Hornsby calls himself an “inveterate reader” and many of his songs have been inspired by literary fiction, like 2019’s “White Noise” which was a nod to David Foster Wallace’s novel “The Pale King.” “I guess you could really just call me, simply in one word, a snob.”

On one new song, “Silhouette Shadows,” Hornsby references learning about the assassination of President John F. Kennedy over the school intercom. He was a third grader in a small, conservative Southern town, and suddenly, his classmates started celebrating, hoping Richard Nixon might take over.

“I was really alarmed and confused/Watching the children parroting parent’s views,” Hornsby sings. “Ancient scenes and cryptic dreams.”

The song’s music was inspired by a fugue by classical composer Dmitri Shostakovich that he had written for a Spike Lee project, but the filmmaker never used it.

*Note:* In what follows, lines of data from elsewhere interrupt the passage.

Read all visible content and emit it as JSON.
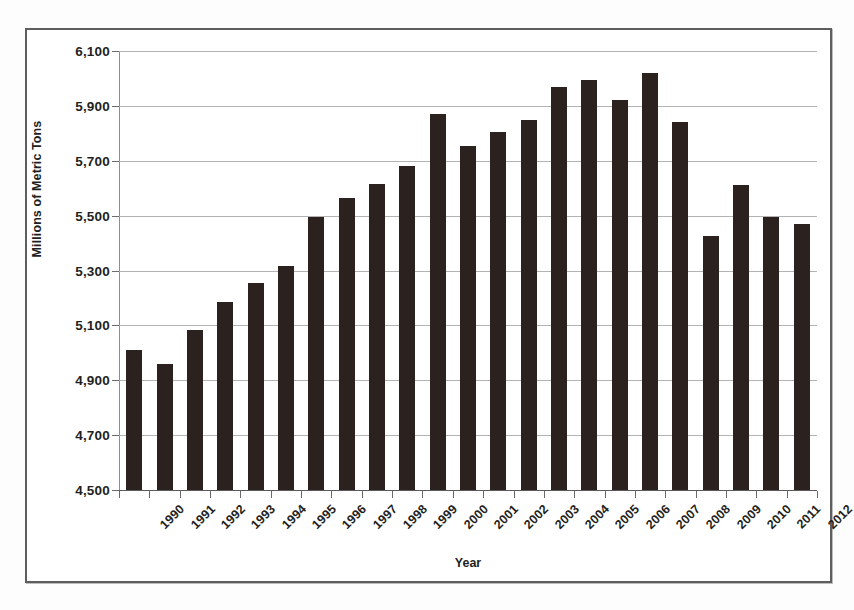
{
  "chart_data": {
    "type": "bar",
    "title": "",
    "xlabel": "Year",
    "ylabel": "Millions of Metric Tons",
    "categories": [
      "1990",
      "1991",
      "1992",
      "1993",
      "1994",
      "1995",
      "1996",
      "1997",
      "1998",
      "1999",
      "2000",
      "2001",
      "2002",
      "2003",
      "2004",
      "2005",
      "2006",
      "2007",
      "2008",
      "2009",
      "2010",
      "2011",
      "2012"
    ],
    "values": [
      5010,
      4960,
      5085,
      5185,
      5255,
      5315,
      5495,
      5565,
      5615,
      5680,
      5870,
      5755,
      5805,
      5850,
      5970,
      5995,
      5920,
      6020,
      5840,
      5425,
      5610,
      5495,
      5470
    ],
    "ylim": [
      4500,
      6100
    ],
    "ytick_step": 200,
    "ytick_labels": [
      "6,100",
      "5,900",
      "5,700",
      "5,500",
      "5,300",
      "5,100",
      "4,900",
      "4,700",
      "4,500"
    ],
    "ytick_values": [
      6100,
      5900,
      5700,
      5500,
      5300,
      5100,
      4900,
      4700,
      4500
    ],
    "grid": true,
    "legend": false,
    "legend_position": "none",
    "bar_color": "#2b2220",
    "grid_color": "#b2b2b2",
    "axis_color": "#5b5b5b",
    "text_color": "#231f20"
  }
}
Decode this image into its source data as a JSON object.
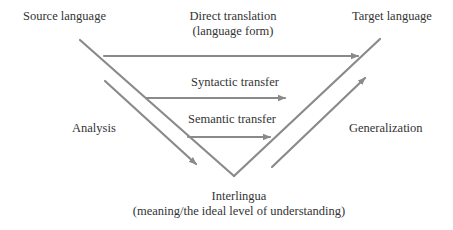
{
  "diagram": {
    "colors": {
      "line": "#8a8a8a",
      "text": "#333333",
      "background": "#ffffff"
    },
    "labels": {
      "source": "Source language",
      "target": "Target language",
      "direct_line1": "Direct translation",
      "direct_line2": "(language form)",
      "syntactic": "Syntactic transfer",
      "semantic": "Semantic transfer",
      "analysis": "Analysis",
      "generalization": "Generalization",
      "interlingua_line1": "Interlingua",
      "interlingua_line2": "(meaning/the ideal level of understanding)"
    },
    "edges": [
      {
        "from": "Source language",
        "to": "Interlingua",
        "type": "triangle-side"
      },
      {
        "from": "Interlingua",
        "to": "Target language",
        "type": "triangle-side"
      },
      {
        "from": "Source language",
        "to": "Target language",
        "type": "arrow",
        "label": "Direct translation"
      },
      {
        "from": "Source language",
        "to": "Target language",
        "type": "arrow",
        "label": "Syntactic transfer"
      },
      {
        "from": "Source language",
        "to": "Target language",
        "type": "arrow",
        "label": "Semantic transfer"
      },
      {
        "from": "Source language",
        "to": "Interlingua",
        "type": "arrow",
        "label": "Analysis"
      },
      {
        "from": "Interlingua",
        "to": "Target language",
        "type": "arrow",
        "label": "Generalization"
      }
    ]
  }
}
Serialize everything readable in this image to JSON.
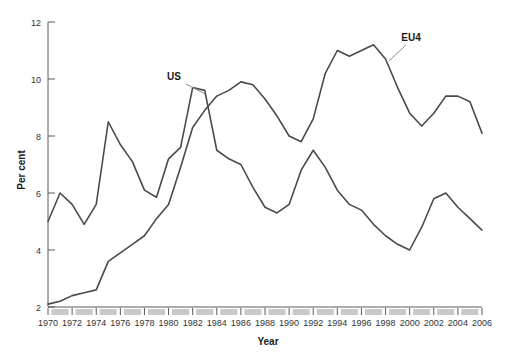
{
  "chart_data": {
    "type": "line",
    "title": "",
    "xlabel": "Year",
    "ylabel": "Per cent",
    "xlim": [
      1970,
      2006
    ],
    "ylim": [
      2,
      12
    ],
    "yticks": [
      2,
      4,
      6,
      8,
      10,
      12
    ],
    "ytick_labels": [
      "2",
      "4",
      "6",
      "8",
      "10",
      "12"
    ],
    "xticks": [
      1970,
      1972,
      1974,
      1976,
      1978,
      1980,
      1982,
      1984,
      1986,
      1988,
      1990,
      1992,
      1994,
      1996,
      1998,
      2000,
      2002,
      2004,
      2006
    ],
    "xtick_labels": [
      "1970",
      "1972",
      "1974",
      "1976",
      "1978",
      "1980",
      "1982",
      "1984",
      "1986",
      "1988",
      "1990",
      "1992",
      "1994",
      "1996",
      "1998",
      "2000",
      "2002",
      "2004",
      "2006"
    ],
    "grid": false,
    "legend_position": "inline-annotation",
    "x": [
      1970,
      1971,
      1972,
      1973,
      1974,
      1975,
      1976,
      1977,
      1978,
      1979,
      1980,
      1981,
      1982,
      1983,
      1984,
      1985,
      1986,
      1987,
      1988,
      1989,
      1990,
      1991,
      1992,
      1993,
      1994,
      1995,
      1996,
      1997,
      1998,
      1999,
      2000,
      2001,
      2002,
      2003,
      2004,
      2005,
      2006
    ],
    "series": [
      {
        "name": "US",
        "label": "US",
        "color": "#4a4a4a",
        "values": [
          5.0,
          6.0,
          5.6,
          4.9,
          5.6,
          8.5,
          7.7,
          7.1,
          6.1,
          5.85,
          7.2,
          7.6,
          9.7,
          9.6,
          7.5,
          7.2,
          7.0,
          6.2,
          5.5,
          5.3,
          5.6,
          6.8,
          7.5,
          6.9,
          6.1,
          5.6,
          5.4,
          4.9,
          4.5,
          4.2,
          4.0,
          4.8,
          5.8,
          6.0,
          5.5,
          5.1,
          4.7
        ]
      },
      {
        "name": "EU4",
        "label": "EU4",
        "color": "#4a4a4a",
        "values": [
          2.1,
          2.2,
          2.4,
          2.5,
          2.6,
          3.6,
          3.9,
          4.2,
          4.5,
          5.1,
          5.6,
          6.9,
          8.3,
          8.9,
          9.4,
          9.6,
          9.9,
          9.8,
          9.3,
          8.7,
          8.0,
          7.8,
          8.6,
          10.2,
          11.0,
          10.8,
          11.0,
          11.2,
          10.7,
          9.7,
          8.8,
          8.35,
          8.8,
          9.4,
          9.4,
          9.2,
          8.1
        ]
      }
    ],
    "annotations": [
      {
        "text": "US",
        "x_px": 174,
        "y_px": 80,
        "leader_from_px": [
          186,
          84
        ],
        "leader_to_px": [
          205,
          94
        ]
      },
      {
        "text": "EU4",
        "x_px": 411,
        "y_px": 41,
        "leader_from_px": [
          406,
          45
        ],
        "leader_to_px": [
          389,
          61
        ]
      }
    ]
  },
  "axes": {
    "y_axis_title": "Per cent",
    "x_axis_title": "Year"
  }
}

So Hornsby took it back: “That was me trying to make a sound I hadn’t heard before.”

‘Nooks and crannies’



Another song — “Ecstatic,” which features Bonnie Raitt on vocals — sounds like light-hearted playground banter, and it sort of is. It comes from the basketball chants Hornsby heard from parents as his older son, Keith, competed on the basketball court for Louisiana State University.

“You fouled, you did it, raise your hand admit it/That’s right, you fouled, you did it, raise your hand admit it,” go the lyrics. “That’s right, you walked, you traveled and got caught.”

“Indigo Park” marks the fifth-straight album Hornsby has tapped guitarist Gibb Droll and the musician says it gives listeners a peek into the inner life of the singer-songwriter.

“It’s more personal. I think his fans will feel like they’re getting a glimpse of the man and what he thinks about,” says Droll, who plays on five tracks.

As for the weirder songs, the guitarist says that's part of the Hornsby experience. “I don’t know of anyone that has continued to push the boundaries the way he does,” Droll says.

“If it’s truly art, it should challenge you at some point. The listener should be challenged to feel ‘Do I like this? I don’t know. Oh my God, I think I love it.’ And then by the eighth time, hopefully, you’re looking forward to those little weird nooks and crannies.” Droll says.

Hornsby, who plays accordion, dulcimer and piano on the collection, picked an Edward Hopper print — “Night Shadows,” a copy of which he owns — as the album cover. It depicts a man alone on a dark street.

“I thought, well, this could be called my aging record. When you’re about gone or ready to be gone you realize you’re alone, man,” he says. “I see this lone guy walking around. I thought that’s me right now. It spoke to me in that way. So, I used it.”

“Indigo Park” comes 40 years after the single and album “The Way It Is,” Hornsby's debut. In the years since, he has been impossible to categorize, having songs scattered across country, adult contemporary, rock, jazz, bluegrass and folk charts. He's played with the Grateful Dead and everyone from Bob Dylan to Chaka Khan.

He laughs that the songs hold up from that early time, but he might fire the frontman. “I’m not a fan of that singer. I guess I’d call myself a slow learner in that way. It’s gotten better through the years, at least to me.”